Here’s a few ideas I’ve some up with based on thinking about how I would act if I lived in Greece, or Chicago, or China. In the abstract,:

-Prefiguration. In a revolutionary situation, the struggle is final. In this sense, the struggle does not prefigure the future. The struggle is the future. The seizure of capitalist assets does not prefigure the seize of capitalist assets in a future revolution; the seizure of capitalist assets is the revolution. There is no turning back. For this reason, the struggle must create the kind of society we want to live in: non-hieararchical, non-oppressive.

-Polarization. Without the support of broad strata of the people of this planet, any alternative will be unable to expand, and will be crushed. It is necessary to polarize the world against the enemy to ensure the safety of liberated areas and enable future expansion. We should act to bring the broad masses to the side of the insurgent workers, even if this means making compromises on the public message in the media.

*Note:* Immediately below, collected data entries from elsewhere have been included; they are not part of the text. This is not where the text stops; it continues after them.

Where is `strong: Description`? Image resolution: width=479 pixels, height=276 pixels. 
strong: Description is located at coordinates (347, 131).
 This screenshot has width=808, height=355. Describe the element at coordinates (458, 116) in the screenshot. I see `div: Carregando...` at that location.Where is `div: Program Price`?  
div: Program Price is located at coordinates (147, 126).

-Dual Power/Reclamation. Any challenge to capital or the state must endeavor to not only hold territory or assets hostage to win demands, but actually establish a permanent base, linked to other bases in a network of counterpower. The goal should not just be to win isolated struggles, but to hold on to assets, neighborhoods, and constituencies. In the decisive moment, assets should be seized rapidly, then set into motion to create more resources to use in the war against capital. For example, media installations should be taken over permanently in order to spread news of the revolution. This will help maintain and deepen social polarization.

-Generalization. Support is not enough. If the revolution does not expand, it will collapse. The struggle must be generalized, or globalized, in order to stretch out the forces of the enemy (at minimum) or establish a sustainable counterpower culminating in revolution (at maximum). This requires global solidarity and organization.

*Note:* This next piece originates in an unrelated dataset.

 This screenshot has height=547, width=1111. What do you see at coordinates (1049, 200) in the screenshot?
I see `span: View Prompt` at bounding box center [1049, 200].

-Defense. Polarization will only go so far. The working class must build the capacity to defend liberated areas from capitalist attack– by any means necessary. Defense organization should also be ‘prefigurative,’ in other words, democratic. The militant defense of spaces from attack will reinforce popular support for the struggle and prepare the workers forces for future battles.

-Offense. The power of the state must eventually be destroyed. We will not be able to reach certain areas through “generalization.” We will need to either invade or isolate these areas. It’s worth remembering that the capitalist class has no right to exist. Although armed struggle should not be a primary tactic in the struggle, we must build the military power of the working class to defend the revolution.

Concretely:

-Organization. We can’t wait for things to happen. We must organize locally now in order to be able to effectively support struggles as they intensify across the globe. This means building up democratic union organization in the workplace, and solidarity organization in neighborhoods as well. This will help build a revolutionary social bloc.

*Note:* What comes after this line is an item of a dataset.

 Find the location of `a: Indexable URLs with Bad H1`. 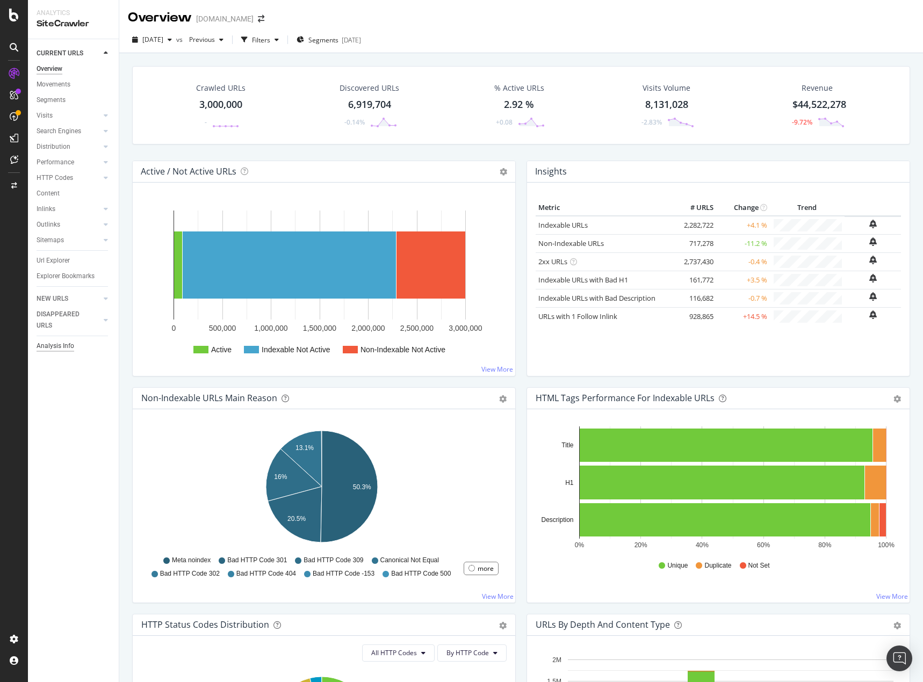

-the Revolutionary Social Bloc. Through organization, we need to build a social majority that is opposed to capitalism in its concrete manifestations of cutbacks and wage slavery, as well as its domination as a social form. We must polarize society against corporations specifically, and capitalism in general.

-Globalism. We must link all struggles as widely as possible geographically. Currently, there are very weak links between the Middle East, China, and the “West.” This is unfortunate, since China and the Middle East are currently central to capitalist globalization. It would make sense to make a concerted effort to build ties to workers organizations in those regions.

-Subversion. Radicals should consider careers in the military and law enforcement. We need to undermine the repressive apparatus as much as possible, and if possible, bring it to the side of the workers.

-Armed Struggle. This is a failure as a revolutionary strategy, but may have its place as a tactic of defense and offense. It would make sense to start building up armed workers organizations right now.

These are some ideas that have crossed my mind as I have watched Greece burn. The pace of change will probably quicken again over the next year. This is our time. Let’s not waste it.